The number of drug or alcohol-related offences which resulted in a child being excluded from Brentwood schools doubled in the last two years, the Recorder can reveal.

In the academic period 2008/09, there were 10 incidents which led to a child being excluded from school for drugs or alcohol offences. In 2009/10 there were 20.

Not one of the children was expelled permanently, all were banned temporarily and all from mainstream secondary schools.

Freedom of Information officers at Essex County Council say that data for the last school year is not yet available. The trend has been highlighted just a week after it was revealed that a Year Eight pupil at the Anglo-European School in Ingatestone was excluded after being found in possession of cannabis.

Addiction

Reformed addict Paul Hannaford, who gives hard-hitting talks to pupils about addiction, has said the drugs problem is worse than the figures suggest.

He said: “The amount they catch compared with the amount that goes on is probably one in ten. Cannabis is massive in this country – not just in Brentwood, but in all schools.”

Mr Hannaford estimates he has spoken to more than 6,000 children in the borough. He said: “I was in one Brentwood school recently and a boy came up to me, he was in Year Nine and he said he smoked cannabis regularly. He said to me ‘I wish you’d have come in to talk at my school when I was in year six or seven’.

“The education is where it’s got to come from. Like the sun is in the sky there will always be cannabis and there will always be cocaine, but we have to get as many children educated as possible, as young as possible.”

The term ‘drugs and alcohol offences’ shows the data taken from the census of schools and includes: alcohol abuse, drug dealing, inappropriate use of proscribed drugs, possession of drugs, smoking or substance abuse.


▶ Task to complete
For the records below, say how many lines contain the string "FaxErrorHandler". Give no other text.

▶ Input data
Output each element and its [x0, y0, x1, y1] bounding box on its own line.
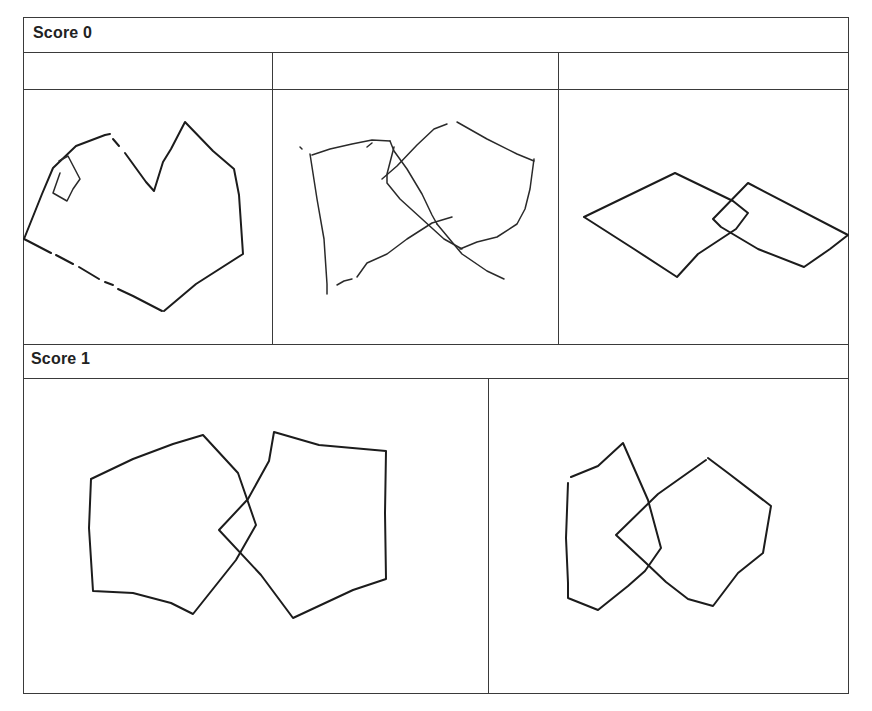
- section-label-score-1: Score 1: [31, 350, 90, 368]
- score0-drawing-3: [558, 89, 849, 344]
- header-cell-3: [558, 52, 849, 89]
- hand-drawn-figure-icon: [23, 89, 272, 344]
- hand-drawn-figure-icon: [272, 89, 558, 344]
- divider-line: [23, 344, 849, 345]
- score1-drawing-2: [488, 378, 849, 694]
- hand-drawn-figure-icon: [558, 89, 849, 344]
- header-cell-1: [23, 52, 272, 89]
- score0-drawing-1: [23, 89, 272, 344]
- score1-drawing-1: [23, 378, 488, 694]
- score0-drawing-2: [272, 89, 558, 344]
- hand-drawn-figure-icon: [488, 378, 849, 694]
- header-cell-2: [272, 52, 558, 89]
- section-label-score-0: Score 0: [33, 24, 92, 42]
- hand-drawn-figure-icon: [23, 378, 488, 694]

* * *

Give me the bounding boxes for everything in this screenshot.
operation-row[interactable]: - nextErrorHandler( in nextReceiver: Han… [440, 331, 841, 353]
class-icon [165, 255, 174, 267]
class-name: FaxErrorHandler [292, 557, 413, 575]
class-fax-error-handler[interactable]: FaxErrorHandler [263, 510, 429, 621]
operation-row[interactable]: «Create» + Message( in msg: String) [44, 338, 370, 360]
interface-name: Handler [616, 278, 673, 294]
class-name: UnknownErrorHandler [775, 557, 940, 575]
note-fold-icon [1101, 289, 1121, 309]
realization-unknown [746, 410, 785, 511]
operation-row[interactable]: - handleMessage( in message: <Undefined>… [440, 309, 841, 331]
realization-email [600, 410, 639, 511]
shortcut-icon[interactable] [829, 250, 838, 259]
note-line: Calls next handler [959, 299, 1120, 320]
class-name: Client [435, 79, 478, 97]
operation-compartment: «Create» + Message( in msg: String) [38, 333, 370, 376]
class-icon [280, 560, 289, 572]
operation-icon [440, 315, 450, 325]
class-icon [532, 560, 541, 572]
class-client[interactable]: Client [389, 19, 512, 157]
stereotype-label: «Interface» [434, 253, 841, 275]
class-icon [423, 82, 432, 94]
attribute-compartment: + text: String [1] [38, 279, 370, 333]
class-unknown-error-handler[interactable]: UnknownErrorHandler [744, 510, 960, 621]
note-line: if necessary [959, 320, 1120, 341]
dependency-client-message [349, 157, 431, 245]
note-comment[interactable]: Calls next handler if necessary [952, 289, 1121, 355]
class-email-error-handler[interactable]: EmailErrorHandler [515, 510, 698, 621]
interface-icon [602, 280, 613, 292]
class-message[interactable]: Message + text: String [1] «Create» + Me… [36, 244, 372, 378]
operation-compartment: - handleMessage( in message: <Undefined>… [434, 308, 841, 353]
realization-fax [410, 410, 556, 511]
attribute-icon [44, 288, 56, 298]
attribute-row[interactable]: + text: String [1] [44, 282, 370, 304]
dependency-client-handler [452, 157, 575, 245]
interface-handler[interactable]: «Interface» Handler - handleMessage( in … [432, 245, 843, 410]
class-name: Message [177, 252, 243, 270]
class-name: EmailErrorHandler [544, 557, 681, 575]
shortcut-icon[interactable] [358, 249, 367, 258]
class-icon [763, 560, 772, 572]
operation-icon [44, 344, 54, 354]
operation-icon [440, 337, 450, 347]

--

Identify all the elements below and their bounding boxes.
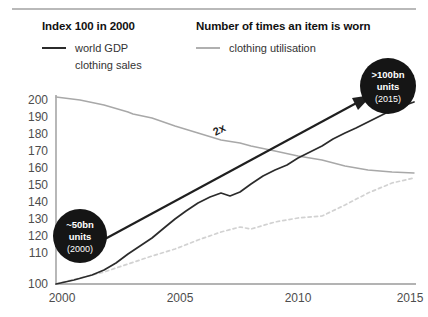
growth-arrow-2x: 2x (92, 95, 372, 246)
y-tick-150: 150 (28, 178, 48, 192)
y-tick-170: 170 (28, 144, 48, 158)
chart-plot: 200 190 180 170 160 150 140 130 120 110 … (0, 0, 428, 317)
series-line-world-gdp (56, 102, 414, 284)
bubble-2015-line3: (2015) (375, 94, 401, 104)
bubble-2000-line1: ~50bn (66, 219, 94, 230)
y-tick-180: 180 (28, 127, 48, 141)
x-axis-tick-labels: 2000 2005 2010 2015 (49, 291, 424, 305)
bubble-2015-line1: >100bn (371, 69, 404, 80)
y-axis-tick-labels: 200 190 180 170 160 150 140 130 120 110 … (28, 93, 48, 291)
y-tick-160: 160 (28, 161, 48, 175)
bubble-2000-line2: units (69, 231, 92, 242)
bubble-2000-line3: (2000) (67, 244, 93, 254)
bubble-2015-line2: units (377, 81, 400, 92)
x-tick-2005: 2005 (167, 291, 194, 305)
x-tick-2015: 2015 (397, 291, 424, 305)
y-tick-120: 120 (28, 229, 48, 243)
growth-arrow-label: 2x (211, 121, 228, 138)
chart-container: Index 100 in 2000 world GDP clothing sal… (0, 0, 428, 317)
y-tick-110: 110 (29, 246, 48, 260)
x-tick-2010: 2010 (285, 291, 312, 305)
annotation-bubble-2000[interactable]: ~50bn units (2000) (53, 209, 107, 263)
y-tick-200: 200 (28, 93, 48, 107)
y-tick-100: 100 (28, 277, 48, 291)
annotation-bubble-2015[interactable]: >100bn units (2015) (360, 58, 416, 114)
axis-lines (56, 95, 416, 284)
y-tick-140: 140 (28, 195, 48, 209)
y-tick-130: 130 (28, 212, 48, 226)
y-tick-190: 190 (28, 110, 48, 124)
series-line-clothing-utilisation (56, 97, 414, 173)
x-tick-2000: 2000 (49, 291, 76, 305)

▶ Written response
2